His father shrugged. "Pete's gonna think it's drugs. Maybe. I think the shit is the best clue."
"How?"
"What you got to do is find out where the shit came from."
"I know where it came from, it came from human beings. Pete says there are something like nine hundred septic trucks in the area handling loads like this."
"No, no, listen to me, there'll be stuff in there, information. There'll be information in the shit."
Now Ray watched the synthetic morphine course through his father, softening the tension in his neck and forehead. His large fingers, bony and thin now, eased against the blanket.
"You did hear me, right?" croaked his father.
"I did."
"I don't want to be moved. I want to die in this bed in this room in this house. Then I will be with your mother."
"Dad, we could easily call the precinct and they'd put a car outside the house."
"Nah."
"Why?"
"I got all the advantages, son."
This made no sense. Mental clouding, the Dilaudid sheet had said, euphoria. "Like what?"
His father shrugged. "You, for one. Might be interesting. Plus there's another reason."
"What?"
"Might give me some satisfaction. I can still think, buddy-boy, when those angels of mercy don't pump too much of this stuff into me."
"It's so you don't suffer."
"There's lots of kinds of suffering. Your mother heard you were under that building, that was suffering. I never seen suffering like that."
"I have."
"When?"
"When she was dying, Dad. I saw you."
His father's eyes drifted upward in remembrance, and he munched his mouth a bit. "Funny how we forget some things."
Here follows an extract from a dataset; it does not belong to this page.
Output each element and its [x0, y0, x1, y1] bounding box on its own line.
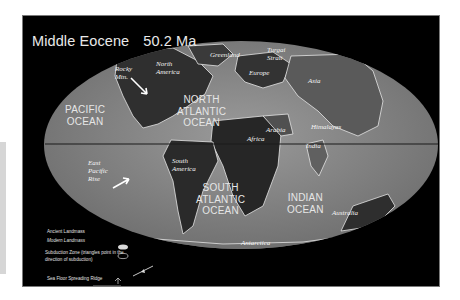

"You want anything to eat?"
His father shook his head. "Not for me. I got a little applesauce." His eyes were closed now, but he smiled, gums yellow. "You know what this is, don't you?"
"No, what."
"My last case."
"This is serious, Dad."
"I know it's serious," he whispered. "My last case, and I get to do it with my son. Couldn't be better than that." His father pushed the pain button, getting an optional bolus to chase the one just delivered. Upping the dose, wanting more, addicted. "If I were you I would get down in there in those pipes today before the guys down at the precinct maybe decide to do it after all. They won't crawl around in pipes. They'll bring in a backhoe and tear those drainpipes right out of there and look at every inch. But you get in there first, might be just as good."
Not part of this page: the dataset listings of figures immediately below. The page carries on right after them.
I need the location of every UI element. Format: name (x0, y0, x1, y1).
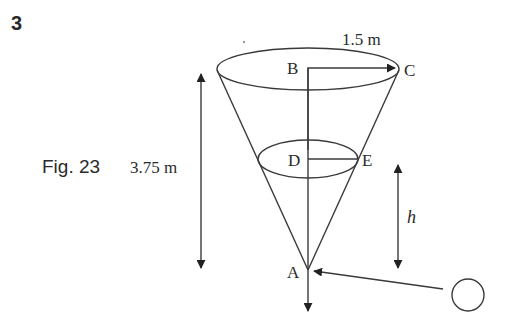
speck (243, 41, 245, 43)
height-label: 3.75 m (130, 158, 177, 177)
label-a: A (287, 263, 300, 282)
label-c: C (404, 61, 415, 80)
question-number: 3 (11, 12, 22, 34)
radius-label: 1.5 m (342, 30, 381, 49)
cone-diagram: 3 Fig. 23 3.75 m 1.5 m B C D E A h (0, 0, 508, 331)
cone-right-side (308, 70, 399, 270)
pointer-arrow (314, 271, 443, 289)
label-b: B (287, 59, 298, 78)
label-d: D (288, 151, 300, 170)
label-e: E (362, 151, 372, 170)
callout-circle (452, 279, 484, 311)
figure-caption: Fig. 23 (42, 156, 100, 177)
cone-left-side (217, 70, 308, 270)
h-label: h (407, 207, 416, 227)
His father's head lolled a bit, fading fast, and Wendy reappeared in the doorway.
"I'm going to clean him now," she whispered. "So he doesn't feel me moving him around."
Ray nodded. "How's he doing?"
The nurse tore open some antiseptic pads. She moved down to the foot of the bed. Ray followed her.
"The kidneys are barely working… he's losing weight," she went on. "I think I know what you are asking."